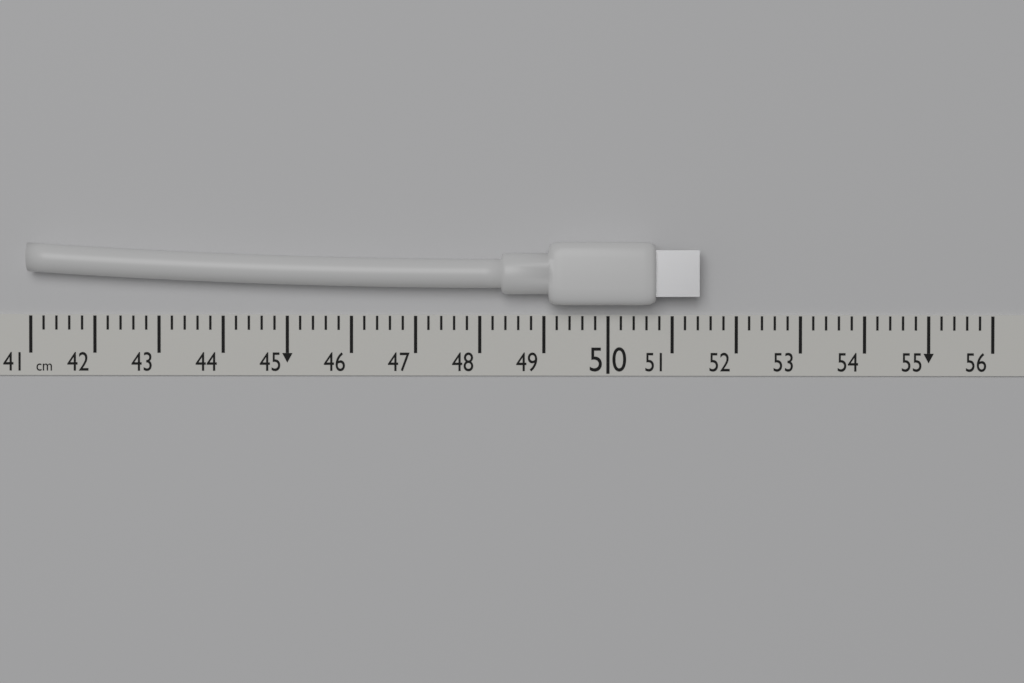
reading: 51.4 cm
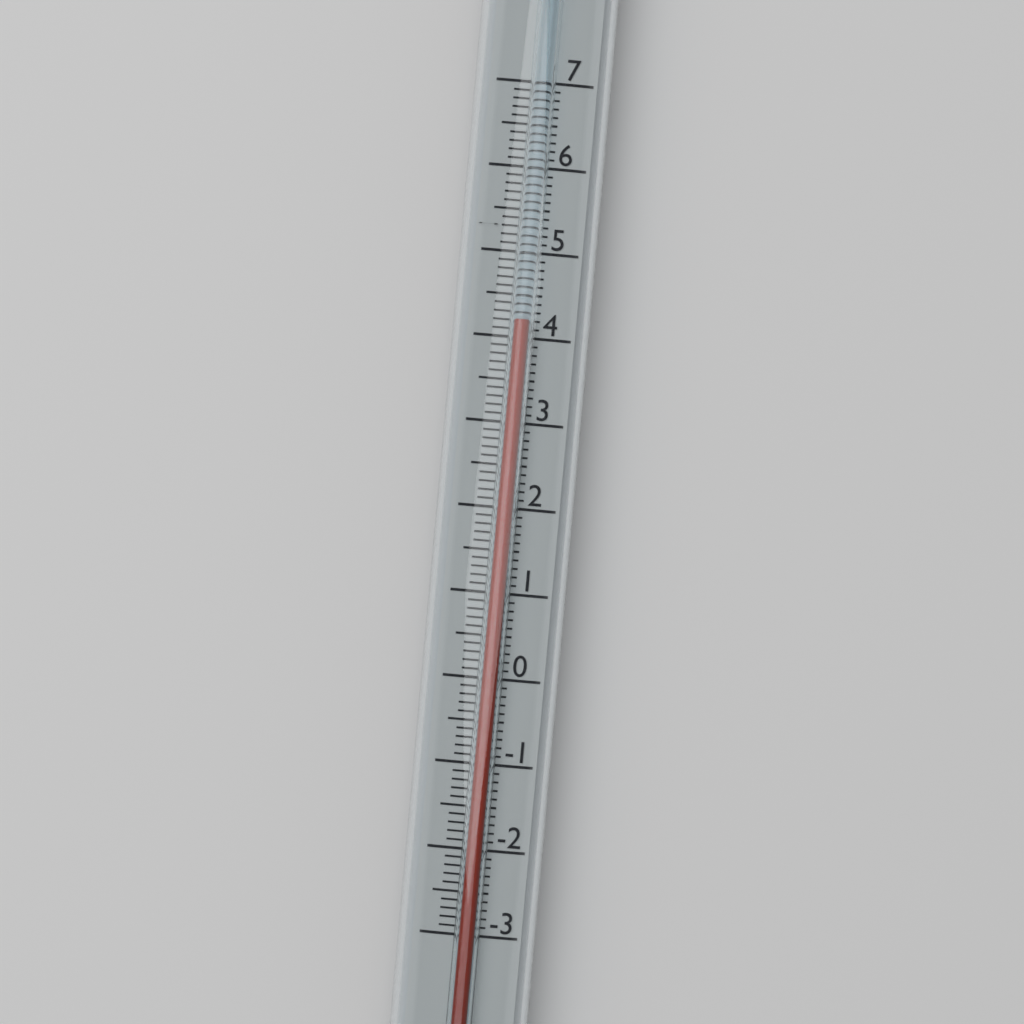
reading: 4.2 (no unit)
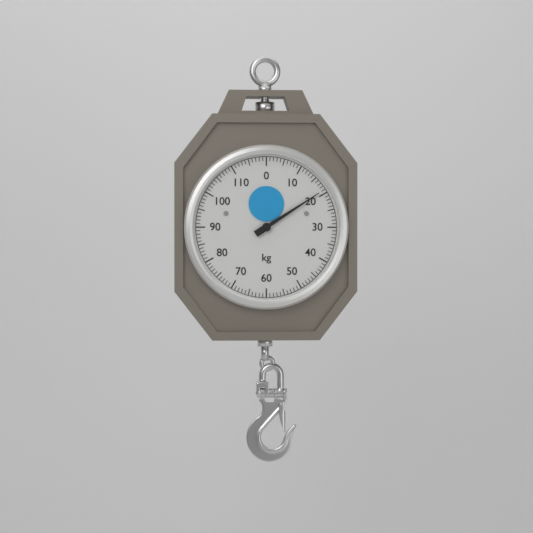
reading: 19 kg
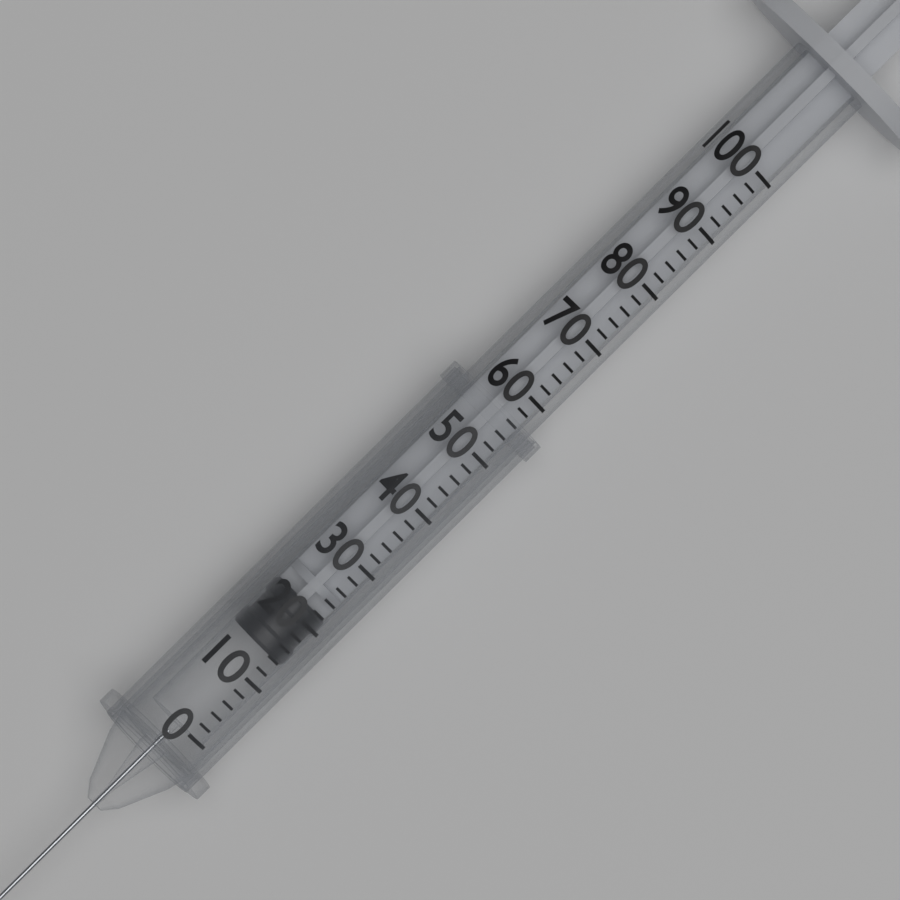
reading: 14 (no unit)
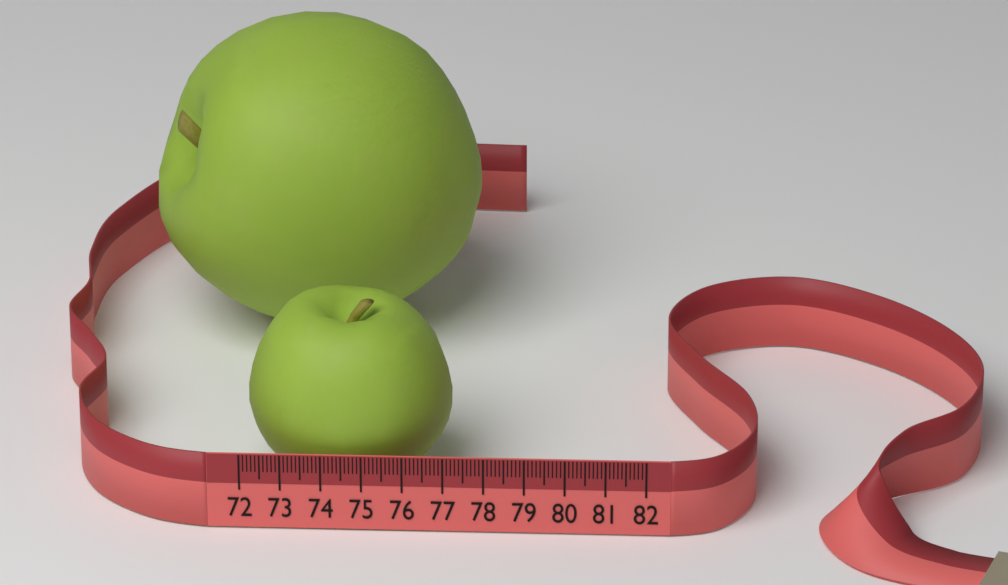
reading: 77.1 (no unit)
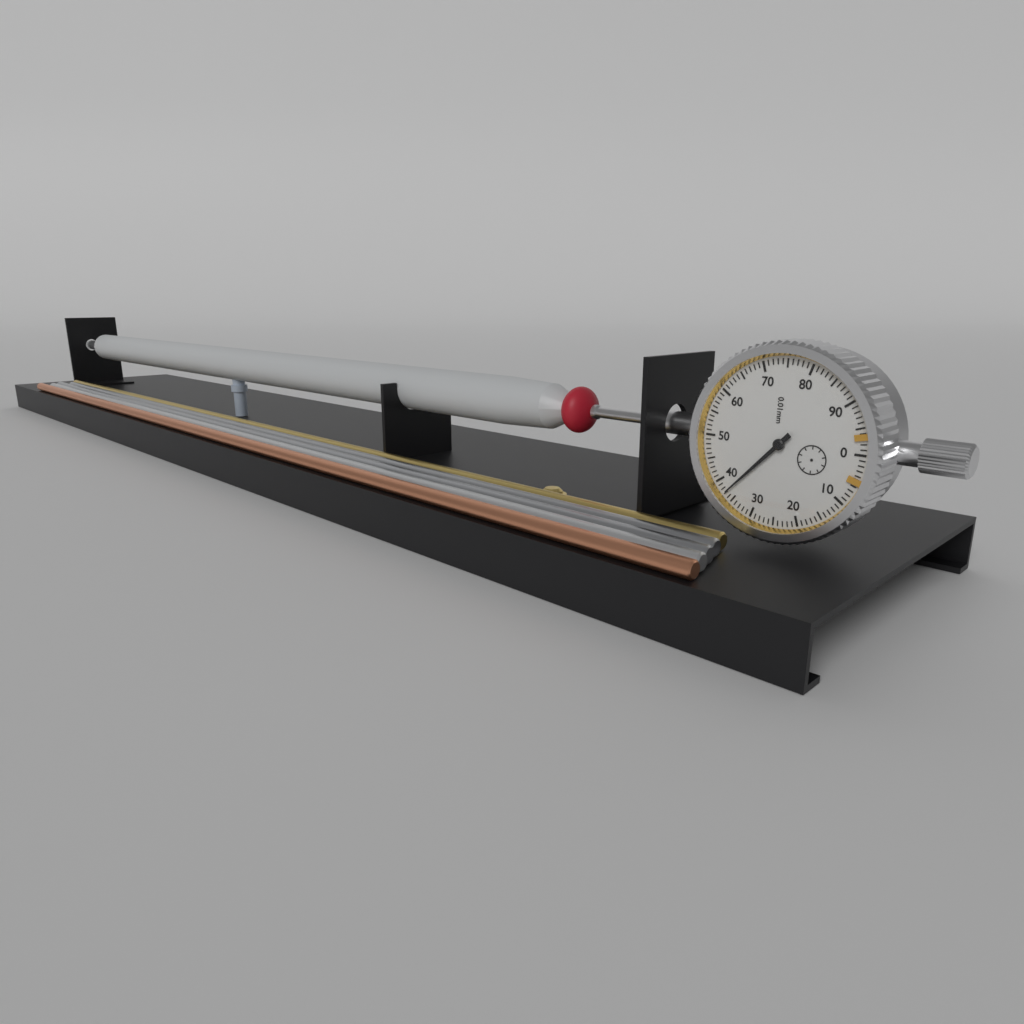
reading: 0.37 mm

▬▬▬

* **PROBLEM REQUIREMENTS**: Reproduce the records in full, exactly as they appear, and show none of the pictures.

* **TASK OUTPUT**:
reading: 51.4 cm
reading: 4.2 (no unit)
reading: 19 kg
reading: 14 (no unit)
reading: 77.1 (no unit)
reading: 0.37 mm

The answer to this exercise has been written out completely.